Thoughts
NVIDIA first properly addressed the need to toggle between integrated and dedicated mobile graphics on mid-to-high-end notebooks with its Switchable Graphics technology, released in 2007.The reason for debuting the technology still lies with the fact that discrete mobile GPUs (mGPUs) are considerably better at rendering games and running GPU-accelerated workloads than their integrated counterparts, but the cost of doing so is manifested in greater power-draw and shorter battery life. Not a problem when on the mains power, yet very pertinent if mains-free.
When running a laptop in battery mode, Switchable Graphics aims to strike an optimum balance by switching off the mGPU when its heavy-duty performance is not required, so whilst the latest iteration of the technology offers a one-touch solution, there exist significant drawbacks that may not be obvious to the novice user - screen flicker, transition time, and the need, sometimes, to manually toggle states are to name but three.
Hoping to simplify matters with a transparent, intuitive system, NVIDIA is rolling in Optimus technology into a number of NVIDIA mGPU-powered premium laptops, to be made available to the public in summer 2010.
On a hardware level, Optimus works by having commonality in how the IGP and mGPU display the output, where, put very simply, the discrete card uses the IGP's video-transport system when activated but is switched off at all other times.
The benefit of such an approach, as we have observed, is a system where the user is completely oblivious as to how the output is generated. GPU-heavy tasks are run on the mGPU and basic imagery on the IGP, with the notebook resorting to the lower-power IGP whenever possible, to increase mobile battery life.
After a hands-on play with an Optimus-toting ASUS laptop we come away with a positive impression. This isn't ground-breaking tech; it won't make your games run faster or your laptop to have increased battery life if running solely on the IGP. Rather, Optimus helps premium laptops to function the way they were designed to do.
The technology will be rolled into next-generation ION and future iterations of a broad range of mobile NVIDIA GPUs. We just hope that NVIDIA extends it to the desktop, as well, because saving power is a selling point, and it may help NVIDIA shift a few extra GeForce cards to boot.
Optimus is easy-to-understand NVIDIA-only technology that makes sense. Its very success is the transparency - something that will give NVIDIA's marketing team a few headaches. From what we have seen, it works, and works well, and should sound the death-knell to previous iterations of Switchable Graphics.
Bottom line: the £750 laptop that you could purchase in August 2010 may be outfitted with Optimus technology, but, if NVIDIA succeeds, you may never know it's there.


**ACTIVITY:** Across the lines of the records below, how many have the string "lower" in them? Answer with the number alone.

**RECORD EXTRACTS:**

☆ ☆ ☆ ☆

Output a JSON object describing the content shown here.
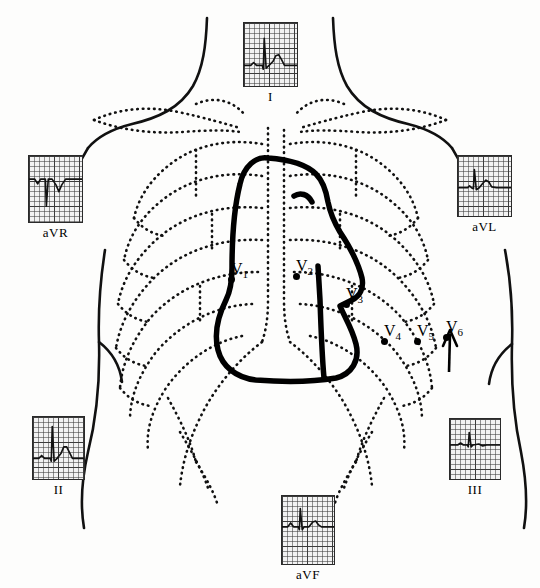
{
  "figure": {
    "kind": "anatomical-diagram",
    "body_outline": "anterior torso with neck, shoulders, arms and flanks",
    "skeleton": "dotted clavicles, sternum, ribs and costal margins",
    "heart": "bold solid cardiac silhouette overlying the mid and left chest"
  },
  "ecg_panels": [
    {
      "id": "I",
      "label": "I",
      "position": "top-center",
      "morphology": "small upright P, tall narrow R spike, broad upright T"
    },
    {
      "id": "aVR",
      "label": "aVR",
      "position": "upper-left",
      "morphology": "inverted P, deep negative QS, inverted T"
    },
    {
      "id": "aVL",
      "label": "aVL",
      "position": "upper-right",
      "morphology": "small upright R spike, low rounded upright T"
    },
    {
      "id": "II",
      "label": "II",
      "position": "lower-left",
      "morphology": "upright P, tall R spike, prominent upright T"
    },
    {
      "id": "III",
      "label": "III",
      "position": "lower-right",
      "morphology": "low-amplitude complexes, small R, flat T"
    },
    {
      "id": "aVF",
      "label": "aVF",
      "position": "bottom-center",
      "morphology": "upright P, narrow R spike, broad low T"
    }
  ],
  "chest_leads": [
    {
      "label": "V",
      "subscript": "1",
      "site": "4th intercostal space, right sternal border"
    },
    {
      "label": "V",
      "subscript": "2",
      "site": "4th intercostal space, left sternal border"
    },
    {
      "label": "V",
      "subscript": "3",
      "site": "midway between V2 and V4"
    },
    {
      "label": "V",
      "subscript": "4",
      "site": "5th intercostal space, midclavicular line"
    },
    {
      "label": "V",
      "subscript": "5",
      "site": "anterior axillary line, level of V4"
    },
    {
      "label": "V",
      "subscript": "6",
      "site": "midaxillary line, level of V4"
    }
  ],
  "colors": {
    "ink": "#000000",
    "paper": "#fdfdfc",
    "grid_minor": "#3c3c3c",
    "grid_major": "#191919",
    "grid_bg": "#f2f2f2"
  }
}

☆ ☆ ☆ ☆

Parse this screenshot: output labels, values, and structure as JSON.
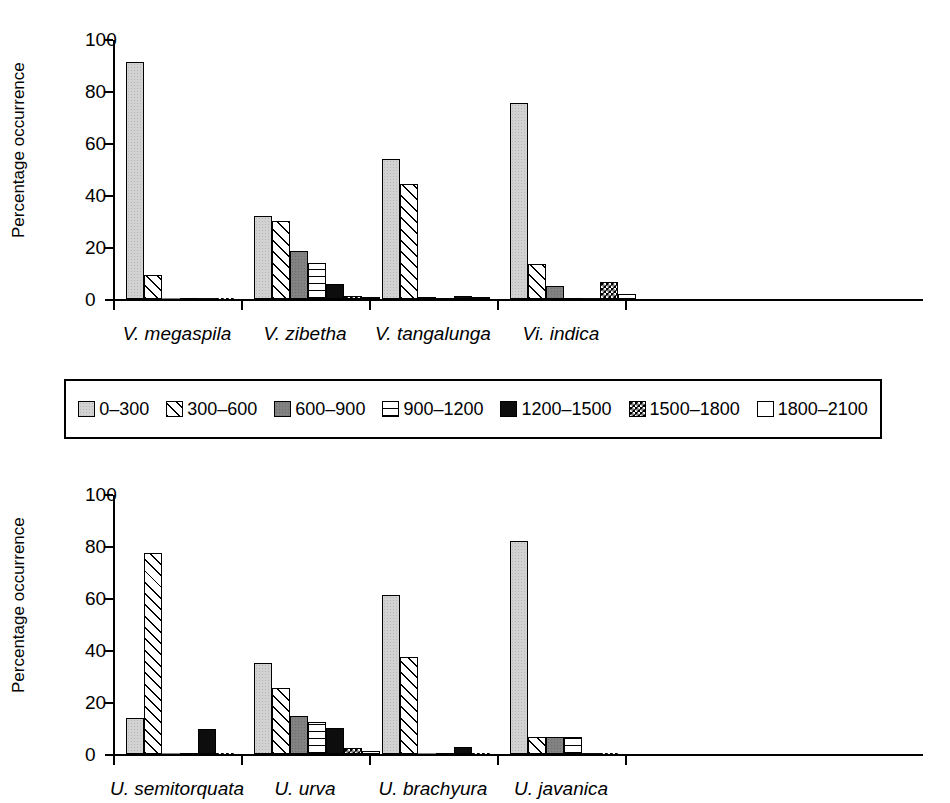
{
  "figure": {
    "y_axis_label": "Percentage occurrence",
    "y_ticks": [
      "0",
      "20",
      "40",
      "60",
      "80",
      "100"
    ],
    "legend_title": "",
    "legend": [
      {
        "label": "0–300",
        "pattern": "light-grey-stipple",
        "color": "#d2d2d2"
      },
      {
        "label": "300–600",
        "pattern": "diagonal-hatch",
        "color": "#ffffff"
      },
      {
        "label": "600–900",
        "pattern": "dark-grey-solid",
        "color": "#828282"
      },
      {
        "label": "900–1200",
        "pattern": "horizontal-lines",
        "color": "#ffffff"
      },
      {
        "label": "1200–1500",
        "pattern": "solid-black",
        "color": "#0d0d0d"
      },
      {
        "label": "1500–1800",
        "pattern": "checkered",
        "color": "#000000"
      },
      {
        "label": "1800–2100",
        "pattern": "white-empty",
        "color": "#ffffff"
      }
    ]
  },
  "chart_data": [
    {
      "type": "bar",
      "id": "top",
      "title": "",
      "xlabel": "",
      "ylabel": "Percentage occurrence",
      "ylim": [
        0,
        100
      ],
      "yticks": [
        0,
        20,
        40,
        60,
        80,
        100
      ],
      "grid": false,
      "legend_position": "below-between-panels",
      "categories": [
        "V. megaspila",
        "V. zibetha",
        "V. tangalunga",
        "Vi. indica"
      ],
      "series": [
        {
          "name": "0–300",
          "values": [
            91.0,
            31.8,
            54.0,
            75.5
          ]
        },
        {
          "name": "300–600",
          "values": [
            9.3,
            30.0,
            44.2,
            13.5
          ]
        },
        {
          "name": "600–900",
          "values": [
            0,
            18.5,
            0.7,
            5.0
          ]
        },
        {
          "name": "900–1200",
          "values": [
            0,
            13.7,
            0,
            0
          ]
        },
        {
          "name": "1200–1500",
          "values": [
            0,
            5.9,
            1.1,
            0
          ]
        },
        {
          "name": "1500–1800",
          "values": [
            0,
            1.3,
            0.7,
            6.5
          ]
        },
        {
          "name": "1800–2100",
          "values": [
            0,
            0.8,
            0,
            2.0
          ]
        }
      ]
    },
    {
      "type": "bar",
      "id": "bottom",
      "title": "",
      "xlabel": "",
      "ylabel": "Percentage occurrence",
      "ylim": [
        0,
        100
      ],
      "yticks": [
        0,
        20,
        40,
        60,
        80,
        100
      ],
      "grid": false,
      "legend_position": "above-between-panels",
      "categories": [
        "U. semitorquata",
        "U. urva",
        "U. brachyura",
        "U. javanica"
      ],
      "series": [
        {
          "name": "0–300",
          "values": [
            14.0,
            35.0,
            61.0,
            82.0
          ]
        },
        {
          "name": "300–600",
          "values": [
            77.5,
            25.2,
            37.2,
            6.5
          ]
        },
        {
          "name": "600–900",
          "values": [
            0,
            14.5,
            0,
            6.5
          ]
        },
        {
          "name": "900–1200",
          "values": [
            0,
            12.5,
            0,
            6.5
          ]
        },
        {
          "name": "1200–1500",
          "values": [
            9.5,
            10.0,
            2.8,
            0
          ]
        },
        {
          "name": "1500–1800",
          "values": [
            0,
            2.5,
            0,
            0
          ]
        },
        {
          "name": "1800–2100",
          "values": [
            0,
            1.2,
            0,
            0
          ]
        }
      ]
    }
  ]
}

☆ ☆ ☆ ☆

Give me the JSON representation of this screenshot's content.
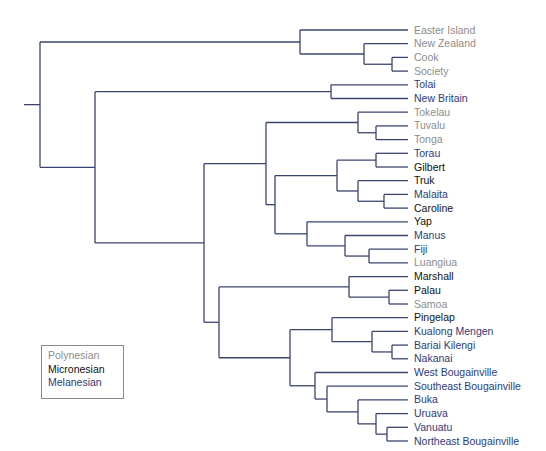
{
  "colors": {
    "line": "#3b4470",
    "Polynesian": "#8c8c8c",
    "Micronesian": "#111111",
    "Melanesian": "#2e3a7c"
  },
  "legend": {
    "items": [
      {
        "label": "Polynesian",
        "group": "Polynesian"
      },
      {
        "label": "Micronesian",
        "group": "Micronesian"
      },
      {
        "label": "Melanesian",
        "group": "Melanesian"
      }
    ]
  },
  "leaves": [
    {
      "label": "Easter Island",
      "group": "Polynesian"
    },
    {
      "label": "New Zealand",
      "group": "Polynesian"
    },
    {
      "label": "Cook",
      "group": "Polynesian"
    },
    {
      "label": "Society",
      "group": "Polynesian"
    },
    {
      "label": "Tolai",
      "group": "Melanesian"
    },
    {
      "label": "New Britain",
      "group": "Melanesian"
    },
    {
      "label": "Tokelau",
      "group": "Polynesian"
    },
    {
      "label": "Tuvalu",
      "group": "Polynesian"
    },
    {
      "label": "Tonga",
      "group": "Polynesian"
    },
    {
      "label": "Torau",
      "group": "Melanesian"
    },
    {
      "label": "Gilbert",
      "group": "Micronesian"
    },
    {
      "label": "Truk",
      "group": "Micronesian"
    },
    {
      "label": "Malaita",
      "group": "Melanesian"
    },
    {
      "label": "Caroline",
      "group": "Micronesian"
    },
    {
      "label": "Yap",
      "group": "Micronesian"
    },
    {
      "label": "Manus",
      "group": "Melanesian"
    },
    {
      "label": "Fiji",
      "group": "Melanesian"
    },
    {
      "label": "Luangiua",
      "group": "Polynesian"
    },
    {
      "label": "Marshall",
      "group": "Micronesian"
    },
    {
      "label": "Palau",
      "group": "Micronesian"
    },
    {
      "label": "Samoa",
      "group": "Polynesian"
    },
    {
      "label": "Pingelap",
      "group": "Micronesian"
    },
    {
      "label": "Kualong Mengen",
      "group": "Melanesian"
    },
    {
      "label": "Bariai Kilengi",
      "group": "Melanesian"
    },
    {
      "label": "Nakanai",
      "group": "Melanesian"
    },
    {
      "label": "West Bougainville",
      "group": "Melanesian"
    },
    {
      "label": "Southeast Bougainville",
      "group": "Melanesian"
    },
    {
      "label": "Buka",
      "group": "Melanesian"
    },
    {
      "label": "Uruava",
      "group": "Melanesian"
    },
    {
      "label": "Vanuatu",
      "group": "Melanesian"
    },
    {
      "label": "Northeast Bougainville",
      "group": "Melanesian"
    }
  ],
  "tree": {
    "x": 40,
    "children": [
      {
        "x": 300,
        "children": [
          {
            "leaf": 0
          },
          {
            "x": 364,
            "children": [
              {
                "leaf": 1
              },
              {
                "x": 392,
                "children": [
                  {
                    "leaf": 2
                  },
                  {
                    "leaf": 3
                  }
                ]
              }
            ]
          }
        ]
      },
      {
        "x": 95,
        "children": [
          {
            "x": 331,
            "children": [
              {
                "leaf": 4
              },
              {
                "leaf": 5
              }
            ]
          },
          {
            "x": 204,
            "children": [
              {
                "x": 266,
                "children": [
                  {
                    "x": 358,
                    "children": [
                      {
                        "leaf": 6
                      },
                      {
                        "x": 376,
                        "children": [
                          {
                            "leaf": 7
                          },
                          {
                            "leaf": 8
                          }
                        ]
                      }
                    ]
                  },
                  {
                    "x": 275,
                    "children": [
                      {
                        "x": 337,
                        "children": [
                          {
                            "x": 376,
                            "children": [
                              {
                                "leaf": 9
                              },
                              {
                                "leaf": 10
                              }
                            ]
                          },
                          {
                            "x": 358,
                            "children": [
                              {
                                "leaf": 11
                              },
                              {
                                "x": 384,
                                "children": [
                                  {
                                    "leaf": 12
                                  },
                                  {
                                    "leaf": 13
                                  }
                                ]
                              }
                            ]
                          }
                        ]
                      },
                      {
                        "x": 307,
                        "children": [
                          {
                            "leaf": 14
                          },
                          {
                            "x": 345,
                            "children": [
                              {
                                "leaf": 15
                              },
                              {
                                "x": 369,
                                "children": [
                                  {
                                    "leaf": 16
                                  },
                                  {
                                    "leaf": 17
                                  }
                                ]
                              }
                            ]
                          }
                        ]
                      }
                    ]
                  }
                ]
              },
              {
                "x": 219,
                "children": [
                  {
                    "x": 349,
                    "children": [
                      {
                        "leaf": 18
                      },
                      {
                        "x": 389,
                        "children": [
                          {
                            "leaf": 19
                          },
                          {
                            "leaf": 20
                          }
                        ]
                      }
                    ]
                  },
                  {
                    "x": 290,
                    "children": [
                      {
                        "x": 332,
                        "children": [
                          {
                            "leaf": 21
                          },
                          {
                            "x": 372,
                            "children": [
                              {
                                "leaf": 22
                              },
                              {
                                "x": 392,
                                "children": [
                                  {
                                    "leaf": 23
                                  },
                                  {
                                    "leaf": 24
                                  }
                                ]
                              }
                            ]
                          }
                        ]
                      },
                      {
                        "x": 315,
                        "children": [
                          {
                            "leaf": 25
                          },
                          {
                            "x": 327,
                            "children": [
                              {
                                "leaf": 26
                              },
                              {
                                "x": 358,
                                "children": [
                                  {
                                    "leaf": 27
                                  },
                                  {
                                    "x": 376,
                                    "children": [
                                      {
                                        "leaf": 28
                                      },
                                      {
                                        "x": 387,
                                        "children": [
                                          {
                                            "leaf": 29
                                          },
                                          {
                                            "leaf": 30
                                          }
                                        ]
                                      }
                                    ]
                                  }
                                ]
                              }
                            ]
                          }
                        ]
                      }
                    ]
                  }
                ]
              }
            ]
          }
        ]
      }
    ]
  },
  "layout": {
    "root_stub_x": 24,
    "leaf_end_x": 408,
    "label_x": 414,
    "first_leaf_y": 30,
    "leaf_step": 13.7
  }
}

☆ ☆ ☆ ☆

**SOLUTION FOR THIS EXERCISE:** 2